‘Should you exist?’ Billionaires face rising criticism alongside rising power.
Wealth,Billionaires,Elections,2020 Election,Business,Campaign Rhetoric,Inequality
The United States was at the precipice of a financial crisis – and the wealthy and well-connected worked out a plan to avert disaster.
That was the narrative in 1907, as Joseph Pierpont Morgan brought fellow financiers into a room and coaxed them to prop up a tottering banking system. Their action eased a potentially devastating financial panic. But it also troubled many Americans by revealing how, even within an already mighty nation, a relative few wielded extraordinary power.
Today, those concerns still resonate. They punctuated the 2016 presidential race when candidate Donald Trump poured $66 million into his campaign and went on to become the first billionaire president in the United States. Last week they became especially pointed in a Democratic presidential debate, as a billionaire candidate on stage confronted another candidate’s assertion that “billionaires should not exist.”
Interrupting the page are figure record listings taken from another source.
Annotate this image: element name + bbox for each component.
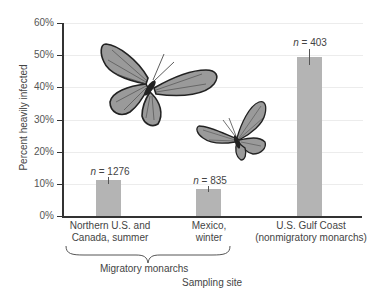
sample-size-label: n = 835 bbox=[188, 175, 232, 186]
category-label-gulf-coast: U.S. Gulf Coast (nonmigratory monarchs) bbox=[252, 220, 370, 244]
error-bar bbox=[208, 186, 209, 192]
category-label-northern: Northern U.S. and Canada, summer bbox=[58, 220, 162, 244]
sample-size-label: n = 403 bbox=[286, 37, 334, 48]
category-line: winter bbox=[178, 232, 240, 244]
sample-size-label: n = 1276 bbox=[88, 166, 132, 177]
ytick-label: 20% bbox=[20, 146, 54, 157]
bar-us-gulf-coast bbox=[297, 57, 322, 216]
monarch-butterfly-small-icon bbox=[195, 98, 275, 163]
bar-northern-us-canada bbox=[96, 180, 121, 216]
x-axis bbox=[62, 216, 362, 218]
error-bar bbox=[309, 49, 310, 65]
x-axis-label: Sampling site bbox=[182, 277, 242, 288]
sample-size-value: 403 bbox=[310, 37, 327, 48]
category-line: Northern U.S. and bbox=[58, 220, 162, 232]
ytick-label: 30% bbox=[20, 114, 54, 125]
group-brace bbox=[64, 244, 232, 264]
category-line: (nonmigratory monarchs) bbox=[252, 232, 370, 244]
equals: = bbox=[299, 37, 310, 48]
sample-size-value: 1276 bbox=[107, 166, 129, 177]
gridline-60 bbox=[63, 23, 363, 24]
category-label-mexico: Mexico, winter bbox=[178, 220, 240, 244]
y-axis bbox=[62, 23, 64, 217]
category-line: Canada, summer bbox=[58, 232, 162, 244]
ytick-label: 50% bbox=[20, 49, 54, 60]
group-label-migratory: Migratory monarchs bbox=[100, 263, 188, 274]
bar-mexico-winter bbox=[196, 189, 221, 216]
error-bar bbox=[108, 177, 109, 184]
sample-size-value: 835 bbox=[210, 175, 227, 186]
ytick-label: 60% bbox=[20, 17, 54, 28]
equals: = bbox=[199, 175, 210, 186]
equals: = bbox=[96, 166, 107, 177]
category-line: Mexico, bbox=[178, 220, 240, 232]
ytick-label: 10% bbox=[20, 178, 54, 189]
category-line: U.S. Gulf Coast bbox=[252, 220, 370, 232]
ytick-label: 0% bbox=[20, 210, 54, 221]
ytick-label: 40% bbox=[20, 81, 54, 92]
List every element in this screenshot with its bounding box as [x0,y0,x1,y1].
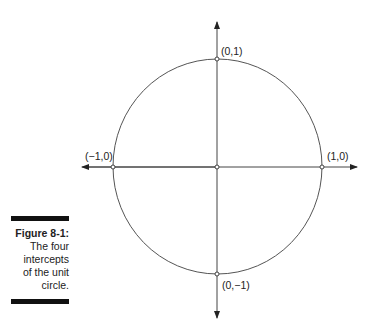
caption-line: circle. [11,279,69,292]
figure-caption: Figure 8-1: The four intercepts of the u… [11,216,69,304]
label-top: (0,1) [221,45,243,57]
origin-point [215,165,219,169]
label-left: (−1,0) [85,150,113,162]
intercept-left-point [111,165,115,169]
caption-text: Figure 8-1: The four intercepts of the u… [11,221,69,299]
intercept-bottom-point [215,272,219,276]
caption-line: intercepts [11,253,69,266]
caption-line: of the unit [11,266,69,279]
caption-bottom-bar [11,299,69,304]
figure-number: Figure 8-1: [11,227,69,240]
caption-line: The four [11,240,69,253]
label-bottom: (0,−1) [222,279,250,291]
label-right: (1,0) [327,150,349,162]
intercept-right-point [320,165,324,169]
intercept-top-point [215,57,219,61]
“We’re in this populist moment, and the populist sentiments are playing out in different ways,” says David Callahan, editor of Inside Philanthropy. Where President Trump has tapped into anger at the media and coastal elites – even while being a person of big wealth himself – on the left “Bernie Sanders is really tapping into anger at the billionaires and wealth inequality, also taking on his party establishment.”